Building UIs with SwiftUI revolves around a fundamental UI component: the View. It’s a Swift protocol, and you can see how it’s used in that snippet we looked at earlier.

The structContentView conforms to the View protocol, and so does its body property. Every View must to declare a body property of type View. The body property is a read-only computed property and must return only one instance of View. This enables a tree-like view hierarchy – a fundamental concept of SwiftUI – because you can wrap views in views in views, creating a complex hierarchy of views.

If you’re familiar with Model-View-Controller (MVC) and view controllers, you know that a view has two responsibilities:

  • A view is responsible for presenting the User Interface(s) of an app
  • It’s responsible for responding to user behavior and interaction

A view controller includes the business logic, i.e., what happens when, that connects the UI and data models with each other. Consider a to-do list app, for example. If you tap the checkbox for a to-do item, the view propagates that interaction to the controller, which will prompt the model to save its isCompleted property.

With SwiftUI, the controller part of Model-View-Controller is taken out of the equation (almost) entirely! A new concept, called bindings, is used to connect views to models, and vice versa.
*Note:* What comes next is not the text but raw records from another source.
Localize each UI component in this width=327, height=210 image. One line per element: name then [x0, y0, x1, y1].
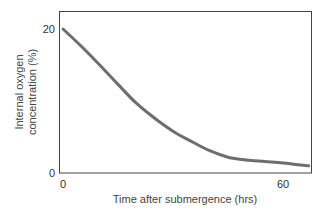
- y-axis-label-line-1: Internal oxygen: [13, 54, 25, 129]
- x-tick-label-60: 60: [277, 178, 289, 190]
- x-tick-label-0: 0: [60, 178, 66, 190]
- plot-frame: [60, 12, 312, 174]
- y-axis-label-line-2: concentration (%): [26, 49, 38, 135]
- oxygen-concentration-line: [63, 29, 309, 166]
- y-tick-label-20: 20: [43, 23, 55, 35]
- y-tick-label-0: 0: [49, 167, 55, 179]
- x-axis-label: Time after submergence (hrs): [113, 193, 257, 205]
- line-chart: 20 0 0 60 Time after submergence (hrs) I…: [0, 0, 327, 210]
- y-axis-label: Internal oxygen concentration (%): [13, 49, 38, 135]
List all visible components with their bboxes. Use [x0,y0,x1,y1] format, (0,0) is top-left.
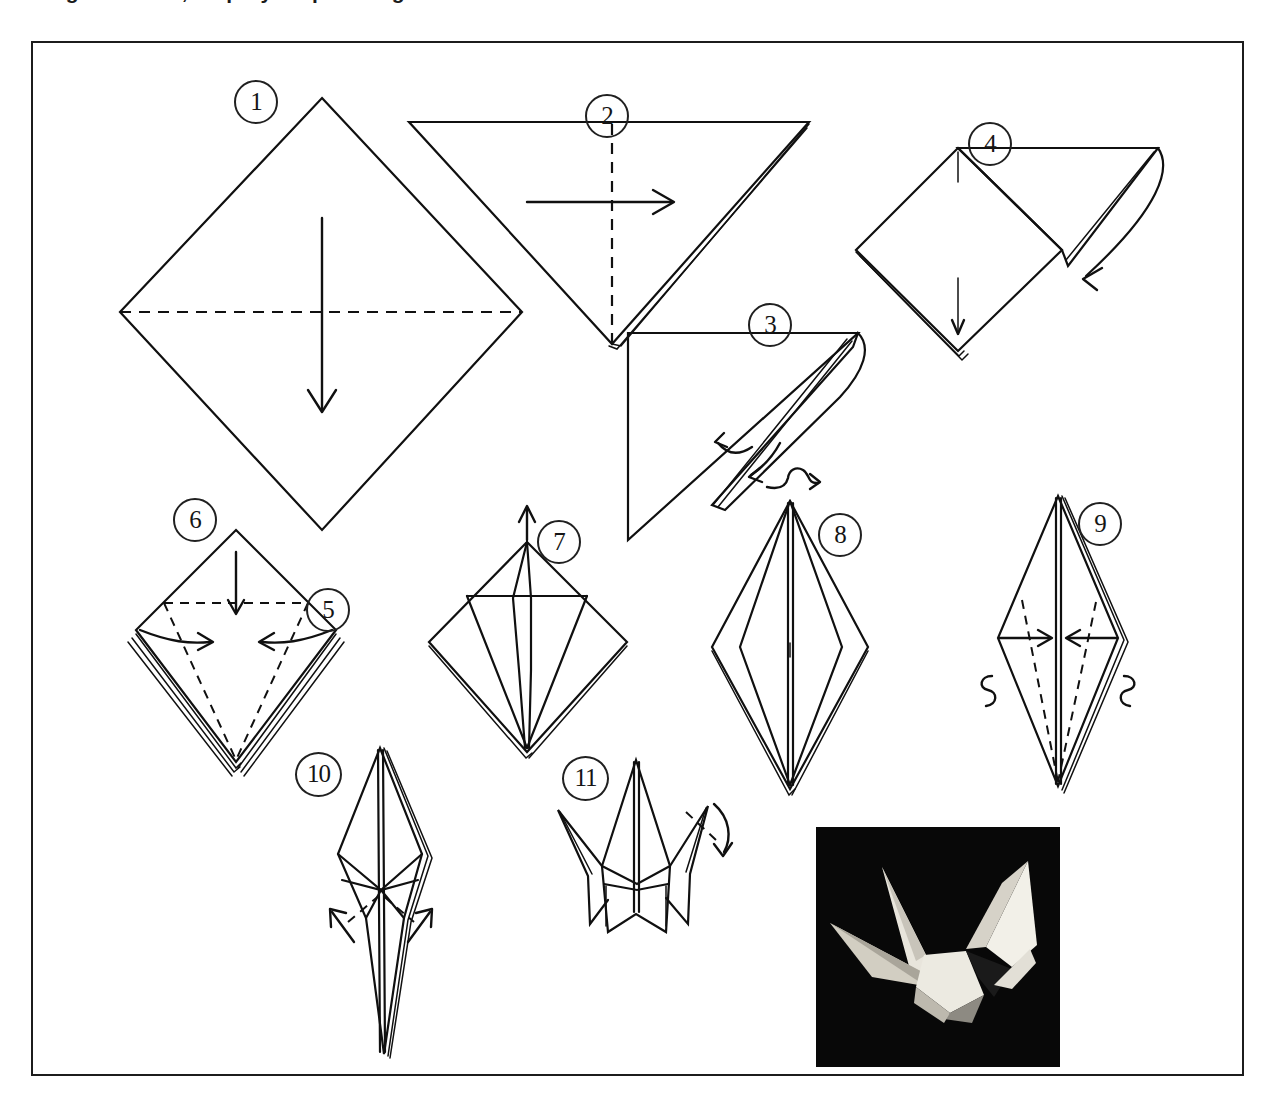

It’s reminiscent of Observer-Observable, NotificationCenter and “MVVM”, but it propagates data changes much more elegantly.

This emphasis on views and models is a superpower in SwiftUI. SwiftUI underscores that an app doesn’t do much else than display UIs and manipulate data. The view controller is written off, and doesn’t get in your way any more. Its job is replaced by the glue that makes SwiftUI’s views, and models, work.

Let’s get back to that view example once more:

In the above code, the some keyword denotes an opaque type, which is part of the generics feature group of Swift 5.1.

An opaque type can be used with protocols, such as in var body: someView. It means that the value of body conforms to protocol View, but we’re unaware of its concrete type. The concrete type is abstracted away; it is “opaque”. It’s like saying: “Look, this value is aView, but we’re not telling you exactly what type ofViewit is.”

This has a few advantages, such as simplifying the public interface of a type. As a developer, you can deal with the value as a View, without knowing its specific, concrete type.

What’s also interesting about the implementation of the body property in the above code, is the use of return. But wait, the function doesn’t return anything!? That’s right – the code for body returns the value of type Text implicitly, without making use of return.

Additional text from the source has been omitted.